ReusableBags.com tackles plastic bag mess

Site raises awareness and offers pragmatic solutions

Introduced merely 25 years ago, plastic bags are accumulating in our environment at an alarming rate. They’re everywhere: strewn along roadways, stuck in trees, and piled up beneath our kitchen sinks. ReusableBags.com – a proactive, eco-conscious website – is helping battle this growing problem by raising awareness and offering effective, affordable, high-quality products for sale that help reduce plastic bag consumption.

      An estimated 500 billion to one trillion plastic bags are consumed world-wide every year. In the US alone, an estimated 12,000,000 barrels of oil are required to produce the 100 billion consumed annually. Additionally, retailers spend an estimated $4 billion on their plastic store bags, passing the costs on to consumers.

      A grass roots movement is gaining momentum worldwide as fed-up individuals, environmental groups, governments and visionary retailers pursue the common goal of reversing this nasty trend. The focus of these initiatives is to reduce consumption and encourage the use of reusable bags.

      “After researching the issue, I was amazed by the sheer volume and the growing negative impact on our environment,” said Vincent Cobb, founder and owner of ReusableBags.com. “I realized that using reusable shopping bags was a simple yet effective way to dramatically cut down on consumption, but it was impossible to find any place that offered a wide selection of durable ones that also looked good.” Realizing he was not alone, Cobb’s frustration transformed into motivation and ReusableBags.com was born.

      ReusableBags.com’s Facts and Newsroom sections inform consumers that although single use plastic bags are free to shoppers, the cost to society is enormous. Each year, billions of plastic bags end up as ugly, wind-blown litter. The site’s Gallery has dozens of telling photos, showing plastic bags littering our countryside and great cities from Chicago to Paris.
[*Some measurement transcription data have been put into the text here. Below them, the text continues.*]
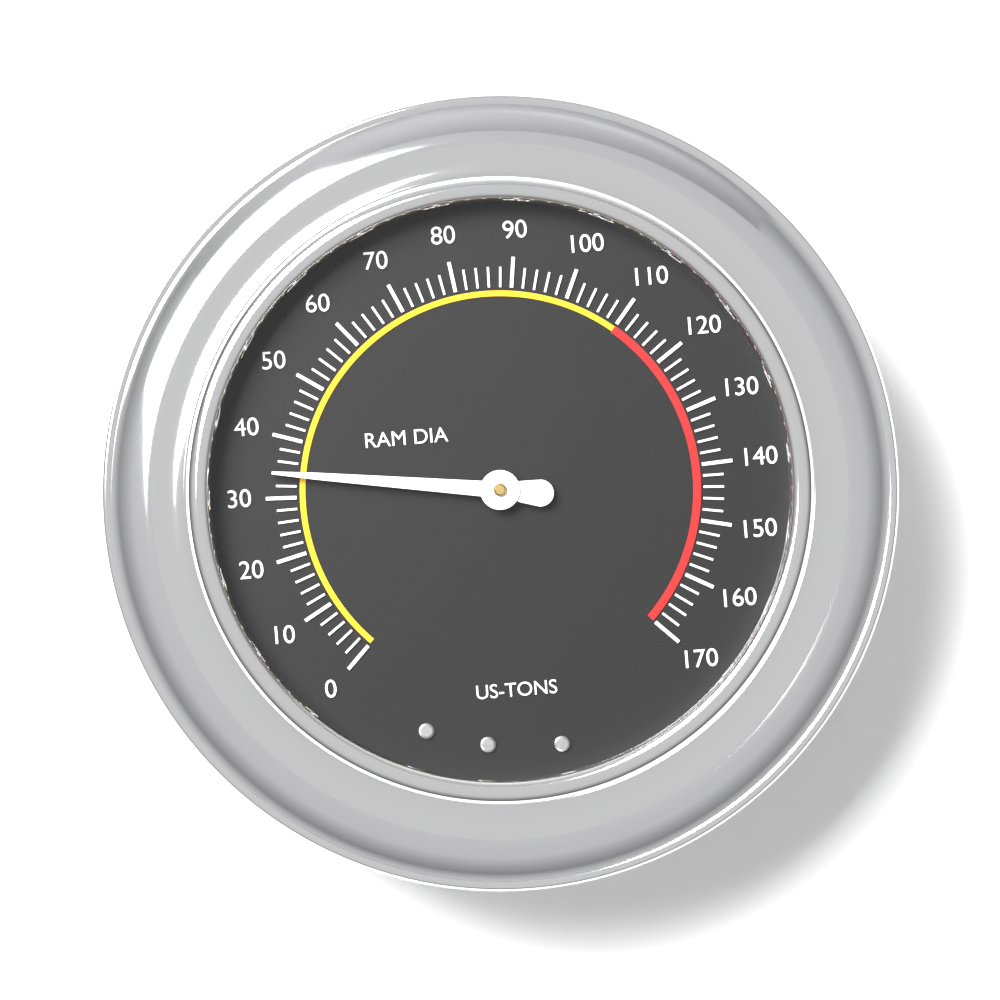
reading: 34 US-TONS
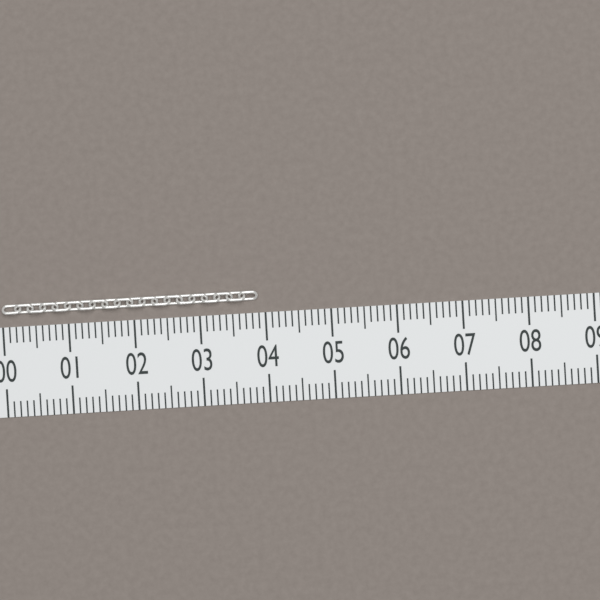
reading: 3.9 (no unit)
Also, despite the common belief that plastic bags decompose and disappear, they actually persist, breaking down into toxic bits that pollute our oceans, rivers, lakes and soil. In addition, countless animals, most notably marine mammals, choke to death after mistaking plastic bags for food.

      Forward-thinking environmental groups and governments suggest reusable shopping bags as an important part of the solution. ReusableBags.com makes finding the right reusable bags easy and convenient by offering consumers a hand-picked selection of the best available – from innovative, ultra-compact ‘ACME’ brand bags that easily fit in your pocket, to stylish hemp totes and organic cotton string bag sets complete with stuff sacks for neat storage and transportation. They even offer shopping sets complete with reusable produce bags thereby eliminating another source of bag waste, and a heavy-duty category that includes a bag that comes with a lifetime guarantee.
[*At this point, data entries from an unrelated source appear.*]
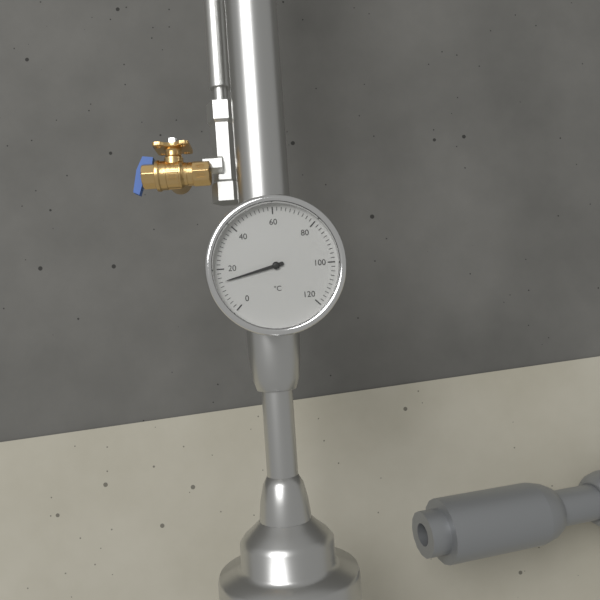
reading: 14 °C
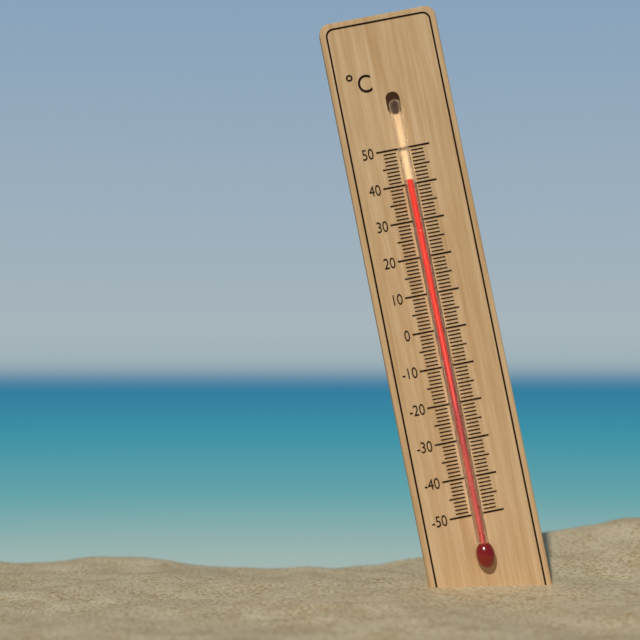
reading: 41 °C
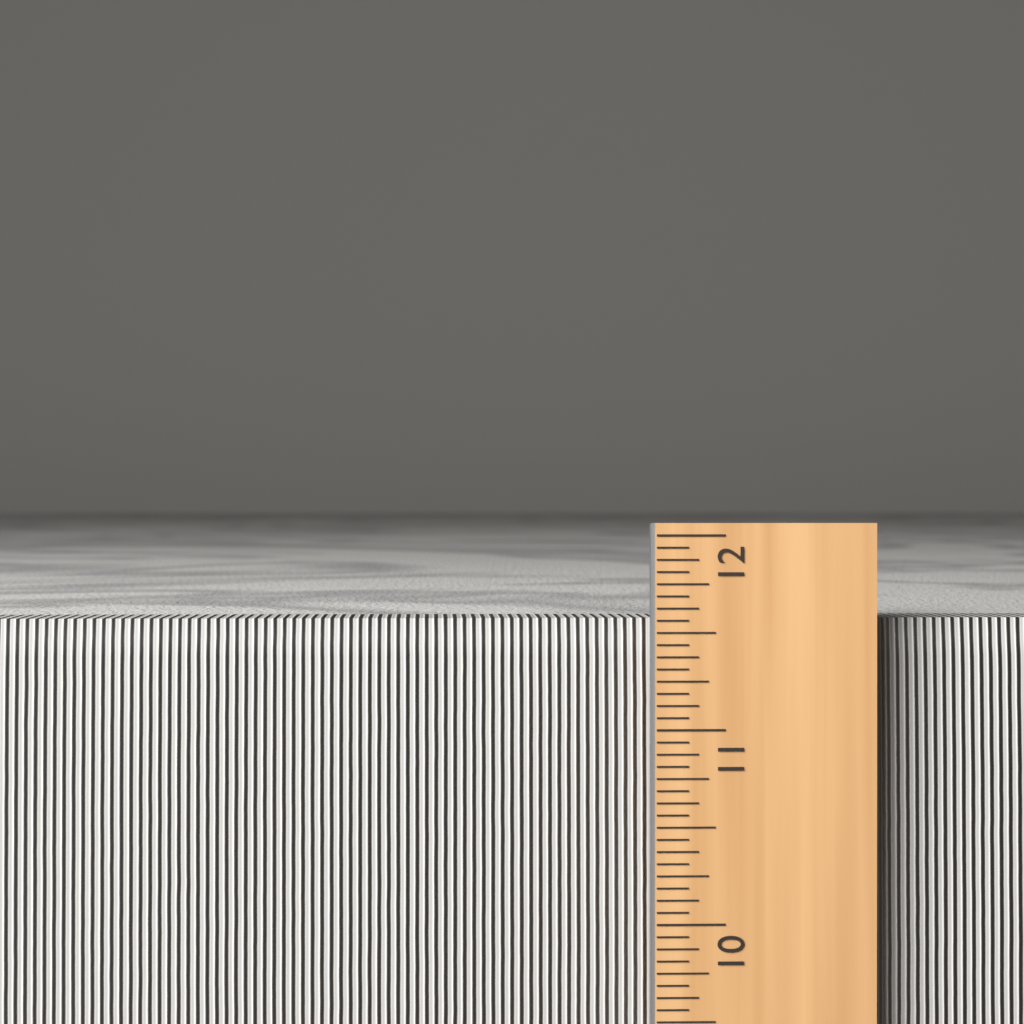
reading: 11.5625 in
      In addition to reusable bags, the site offers a number of accessories to help consumers “reduce and reuse” including organic cotton lunch bags and reusable sandwich wrappers that unfold into placemats; plastic bag dispensers for storing and reusing bags, made of Ecospun – a fabric produced from recycled plastic containers; message-based merchandise to help spread the word using the site’s slogan “Plastic Bags Blow / BYOB – bring your own bag“.
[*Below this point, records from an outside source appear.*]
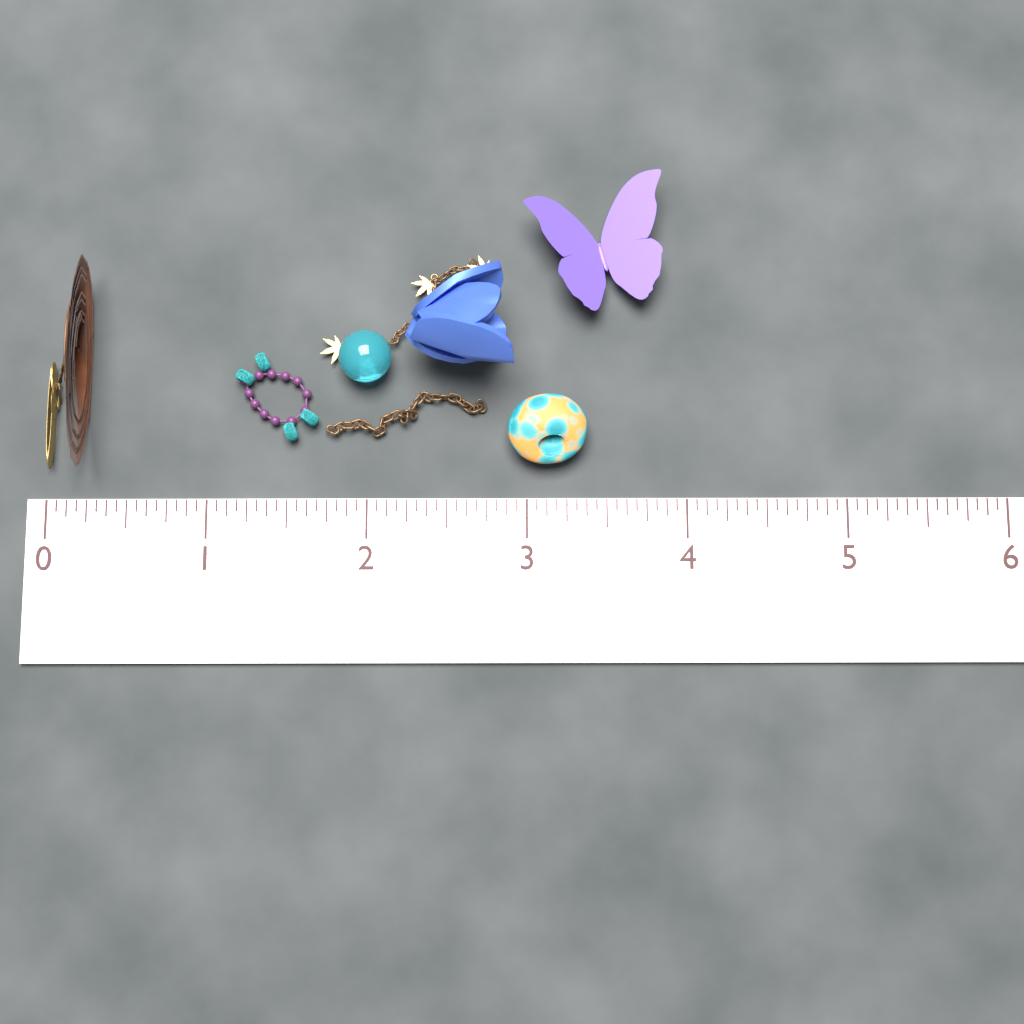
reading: 0.2500 (no unit)
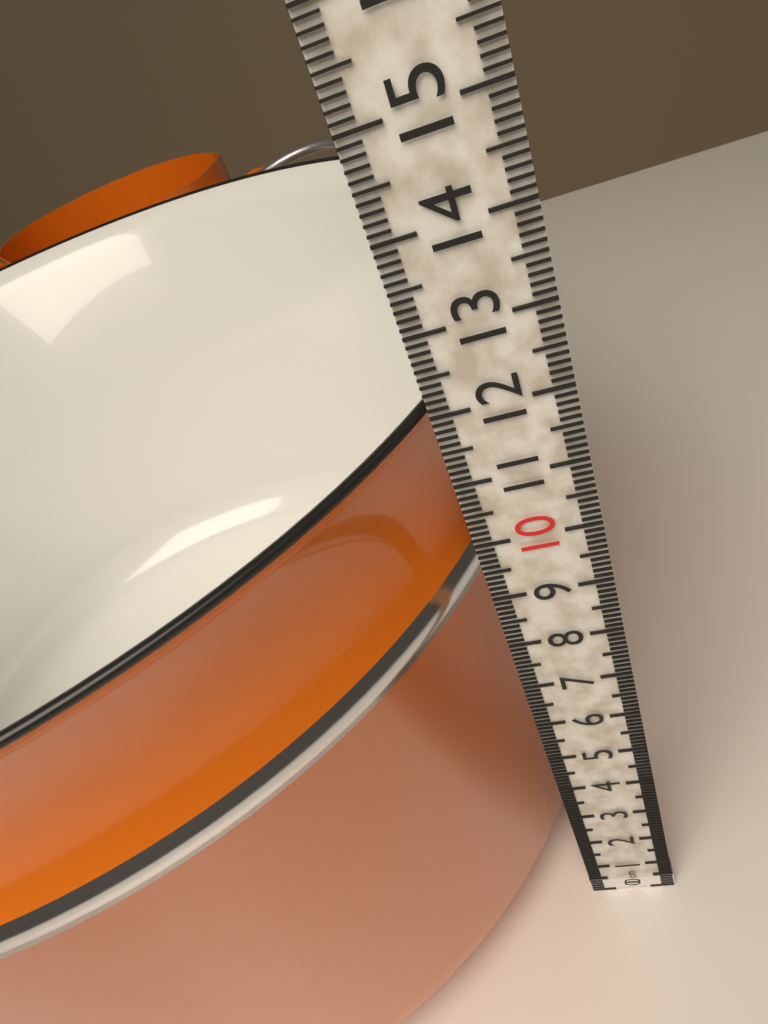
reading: 12.0 cm
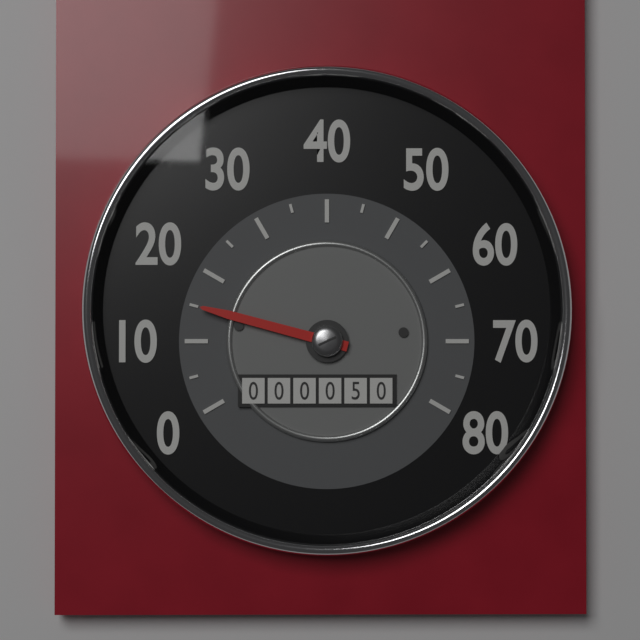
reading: 15 (no unit)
      ReusableBags.com also busts myths such as ‘paper is better,’ ‘biodegradable bags are the answer’ and ‘recycling can fix the problem,’ while providing useful news on global trends to diminish this menace. Things are starting to happen in the US, with more than 30 Alaskan towns outright banning them, and a report that New York City is considering a consumer-based bag tax modeled after Ireland’s enormously successful PlasTax.

      Meanwhile, ReusableBags.com is making it easy for savvy consumers to make a difference. Says Cobb, “By offering consumers a wide range of smart and stylish products to choose from, we dramatically increase the chances of getting consumers to embrace reusable shopping bags.”